Short Bytes: A computer engineer with 37 years of coding experience has written a blog post detailing all the questions Google asked him in an interview. He has also shared the answers he gave and how things went wrong. The questions asked during the interview will surely impress you.
some interesting questions in the past and we are back with something similar.
racking Google’s interview process isn’t an easy task. We’ve already shared
Pierre Gauthier, a computer engineer who started coding 37 years ago and set up his own company 18 years ago, applied for a director of engineering post at the company. However, he failed to give the right answer to the Google recruiter.
So, he decided to write a Gwan.com blog post to share the tricky questions, his answers and his views regarding the whole process.
Gauthier writes that as the telephonic interview progressed, he got more amount of questions wrong. The fifth question he answered was first one he got wrong. Here’s his conversation that followed the question — What is a Linux inode?
Not satisfied with recruiter’s replies, Gauthier soon found himself arguing. By the ninth question, he frustratedly asked, “What’s the point of this test?”
Well, here are the 10 Google interview question asked by the recruiter:
1. What is the opposite function of malloc() in C?
2. What Unix function lets a socket receive connections?
3. How many bytes are necessary to store a MAC address?
4. Sort the time taken by: CPU register read, disk seek, context switch, system memory read.
5. What is a Linux inode?
6. What Linux function takes a path and returns an inode?
7. What is the name of the KILL signal?
8. Why Quicksort is the best sorting method?
9. There’s an array of 10,000 16-bit values, how do you count the bits most efficiently?
10. What is the type of the packets exchanged to establish a TCP connection?
At the end of his blog post, he jokes, “My score is four on ten, that’s better than my best Google pagerank** ever!”
For all the details and the answers given by him, you read the blog post on Gwan.com.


_YOUR TASK_
When you write out the entries, keep every line exactly as it appears.

_Recorded data_

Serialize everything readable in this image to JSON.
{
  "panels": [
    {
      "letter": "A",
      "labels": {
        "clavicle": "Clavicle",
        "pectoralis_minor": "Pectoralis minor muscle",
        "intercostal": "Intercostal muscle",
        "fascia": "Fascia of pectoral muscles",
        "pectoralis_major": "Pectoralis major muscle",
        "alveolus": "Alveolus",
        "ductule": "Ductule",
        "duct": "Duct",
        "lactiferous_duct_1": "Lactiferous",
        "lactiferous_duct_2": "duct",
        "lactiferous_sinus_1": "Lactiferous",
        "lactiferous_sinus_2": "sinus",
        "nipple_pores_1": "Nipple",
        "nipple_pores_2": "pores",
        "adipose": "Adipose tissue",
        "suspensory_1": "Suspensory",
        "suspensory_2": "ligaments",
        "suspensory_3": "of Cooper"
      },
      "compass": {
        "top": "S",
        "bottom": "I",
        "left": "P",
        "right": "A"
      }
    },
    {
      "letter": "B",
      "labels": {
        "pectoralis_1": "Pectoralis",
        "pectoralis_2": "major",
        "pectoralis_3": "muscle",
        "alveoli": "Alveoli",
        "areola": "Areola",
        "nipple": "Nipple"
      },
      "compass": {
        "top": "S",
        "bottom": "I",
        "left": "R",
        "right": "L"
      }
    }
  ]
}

_RESULT OF THE TASK_
Serialize everything readable in this image to JSON.
{
  "panels": [
    {
      "letter": "A",
      "labels": {
        "clavicle": "Clavicle",
        "pectoralis_minor": "Pectoralis minor muscle",
        "intercostal": "Intercostal muscle",
        "fascia": "Fascia of pectoral muscles",
        "pectoralis_major": "Pectoralis major muscle",
        "alveolus": "Alveolus",
        "ductule": "Ductule",
        "duct": "Duct",
        "lactiferous_duct_1": "Lactiferous",
        "lactiferous_duct_2": "duct",
        "lactiferous_sinus_1": "Lactiferous",
        "lactiferous_sinus_2": "sinus",
        "nipple_pores_1": "Nipple",
        "nipple_pores_2": "pores",
        "adipose": "Adipose tissue",
        "suspensory_1": "Suspensory",
        "suspensory_2": "ligaments",
        "suspensory_3": "of Cooper"
      },
      "compass": {
        "top": "S",
        "bottom": "I",
        "left": "P",
        "right": "A"
      }
    },
    {
      "letter": "B",
      "labels": {
        "pectoralis_1": "Pectoralis",
        "pectoralis_2": "major",
        "pectoralis_3": "muscle",
        "alveoli": "Alveoli",
        "areola": "Areola",
        "nipple": "Nipple"
      },
      "compass": {
        "top": "S",
        "bottom": "I",
        "left": "R",
        "right": "L"
      }
    }
  ]
}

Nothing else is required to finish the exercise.